Friday, April 11, 2008 Free Headline Alerts

China has developed cyber warfare forces and the Air Force has created a cyberspace command to provide both defensive and offensive computer network weapons, a senior Air Force general said last week.

Asked if China was planning a cyber “Pearl Harbor” surprise attack, Maj. Gen. William Lord, the cyber forces commander, said numerous Chinese-origin probes may be “reconnaissance” intrusions to determine if cyber warfare capabilities are detected as part of preparation for some future attack.

“So when the lights go out, when the traffic lights don't work, when the data in the stock exchange has been manipulated, when the cell phones don't work, when the escalators in FAO Schwartz don't work, imagine what happens within the United States. Imagine that now laid over a command and control ability of any force,” he said at a conference of the Council on Foreign Relations.

Air Force Col. Jeffrey Kendall, who appeared with Lord, said China has been among the most active players in the cyberwarfare arena. Chinese hackers took down a White House website in 2001 and in June 2007, the Chinese military was behind an attack on the secretary of defense’s unclassified email systems. And in August 2007, 28 defense contractors were targeted by Chinese hackers.

Lord said cyber warfare would be a key element of asymmetric warfare, something Chinese military writings frequently discuss in contemplating a potential future conflict with the United States.

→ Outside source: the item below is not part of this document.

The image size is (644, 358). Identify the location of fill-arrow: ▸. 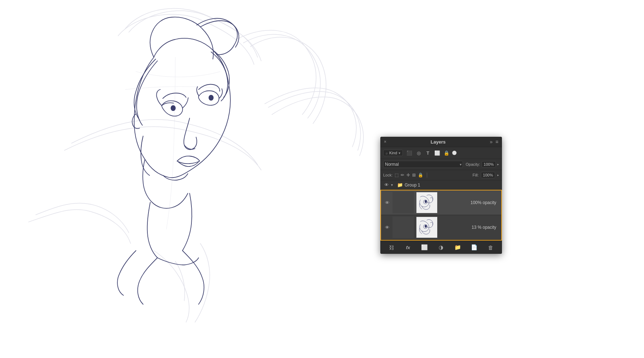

“Just like we send out reconnaissance teams, perhaps those are reconnaissance activities that are going on,” he said. “At the same time, because this is, again, a nascent business, we don't know what we don't know, in theory.” Asked the reasons for Chinese attacks, Lord said he did not know. China as well as cyber-criminal activities from Russia are both problems, he said.

“We take forces that we have organized, trained and equipped, and give them to combatant commanders for employment, and that's exactly what we're doing,” Lord said.

“We are taking a page out of the history of the U.S. Army and the U.S. Navy who have already stood up equivalent kinds of forces, the Navy Netwarcom, and Landwar that the Army has are equivalent organizations, for them to do similar kinds of things.”

Lord said the major objective of the command is to defend Air Force command and control links “so that those of us who are most dependent on it can continue to fight the fight when those links perhaps are attacked.” The command would prevent the breakdown of radios and computers and other systems used to make combat decisions, he said.